On Wed, 21 Dec 2005, Mark Gallagher wrote:
G'day Geoff,
On Tue, 20 Dec 2005, David Gerard wrote:
Geoff Burling wrote:
(And for the record, when I find an article with more than one stub tag attached, I always reduce the number to one. Don't like it? Then turn the stub into an article, & we'll both be happy.)
PLEASE DON'T DO THIS. Different stubs are subcategories of different parent categories. Someone from a wikiproject about content will often go into that project's stub category and start work on stuff they find there.
Are you serious? To repeat myself, how many stub notices does Wikipedia need on any given article? This is the silliest idea I've seen proposed here -- including many I have proposed -- for these & probably many more reasons:
<snip reasons />
Perhaps the developers could dream up some way to add the benefits of multiple stub templates (multiple categories) but hide the text of all but one template? Or even some new text --- if there's more than one template present with the word "stub" in it, only print the categories as well as "This multi-category article is a stub ..." or something. Or perhaps that's too difficult.
That is something I have often wondered. Some kinds of stubs lend themselves to more than one category -- but were it possible to simply add something like {{subst:stub}} to an article, & send a flag to all of the categories that this article needed attention!

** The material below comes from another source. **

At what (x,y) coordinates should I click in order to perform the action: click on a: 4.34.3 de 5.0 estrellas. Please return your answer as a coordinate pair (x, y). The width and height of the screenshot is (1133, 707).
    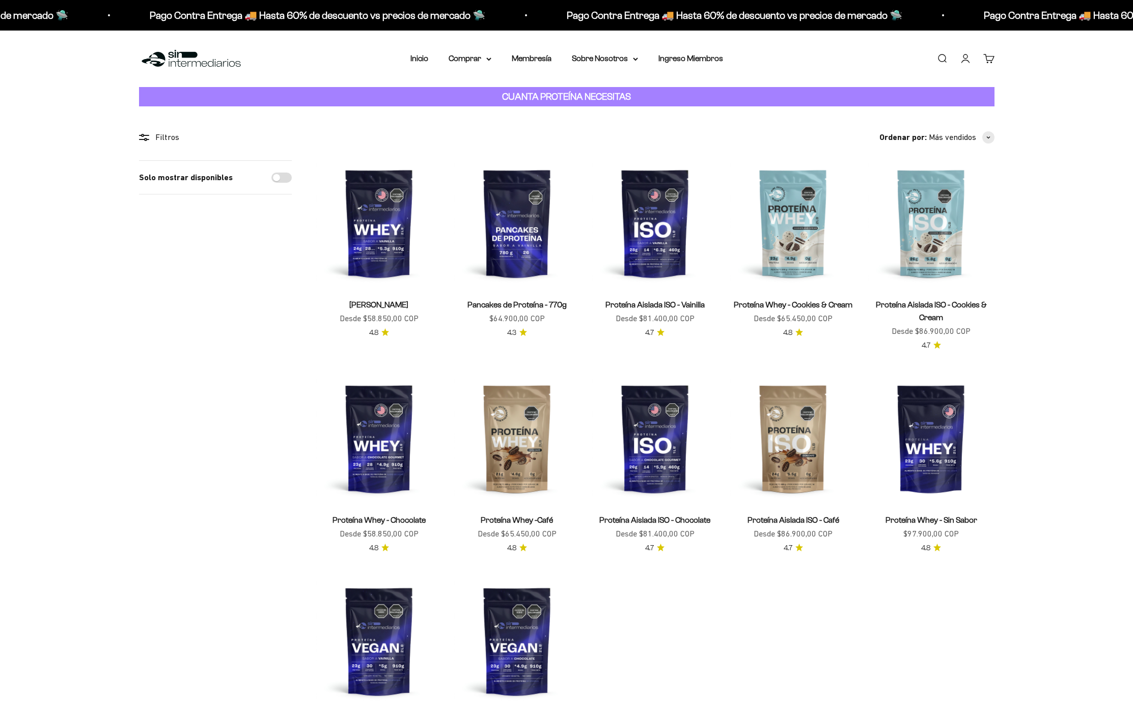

Until reducing multiple stubs becomes a bannible offence, I will continue to do it, based on my editorial discression. you have been warned.
Will you also edit war with the Wikiproject Stub-Sorting people who regularly patrol stub categories and will add any templates they deem to be "missing" from an article?
Naw, I'm too preoccupied with other things to waste time edit-warring. And I have found that the best tactic when faced with this kind of confrontation is to walk away -- then make my changes several months later, after the miscreant has gotten her/himself banned.
Stub templates, as far as I'm concerned, are the domain of WSS. Not our problem. If I'm willing to go the extra mile and add exact stub templates, I will; if I'm not, I'll just put {{stub}} and let them sort it out. If we don't like how stub categorising is handled, the solution is to either participate in WSS and argue with *them*, or to simply refuse to participate and stick to plain-jane {{stub}}. It's not to deliberately mess around the work they're doing (as you're proposing, and SPUI received a block for a while back for doing).
I suspect that most of them aren't too keen on multiple stub templates for reasons I've mentioned elsewhere. Until now, no one's even noticed what I've been doing.
I'm sure there's work elsewhere on Wikipedia of which you're rather proud?
I've been trying to corral a decent sampling of articles for [[Wikipedia:Good articles]]. And I've written a few biographical articles on Ethiopian people. Why do you ask?
[snip]
When I used to do New Article Patrol on a regular basis, I found myself wikifying new articles, rather than tagging them for deletion. (Despite the kill-happy reputation of AfD, I found it far easier to subject these articles to a scrubbing than listing them.) Then I saw David Gerard's comment about 90% of new articles were dreck, & started to suspect my own judgement. So I lost interest in that chore.*
I didn't say 90%, I said 20-30%!
You're right. I went back & checked my log of Wiki-EN mail, & I misremembered the figure. (I'm amazed, though, at how many people threw around "90%" when talking about issues.) I sincerely apologize.
It depends how you define "drek". If "drek" means unsalvagable, then I'd agree, no more than 20-30%. If it means "crap", then (before anon users were prevented from creating new articles), I'd say easily 90% of new articles created by anons were crap and in need of cleanup, if not necessarily nuking from orbit.
By "drek" I meant new articles David described in another email as "shoot-on-sight". People complain that many -- if not most -- of our articles are mediocre: there are times when I feel many articles on notable subjects aren't even _that_ good.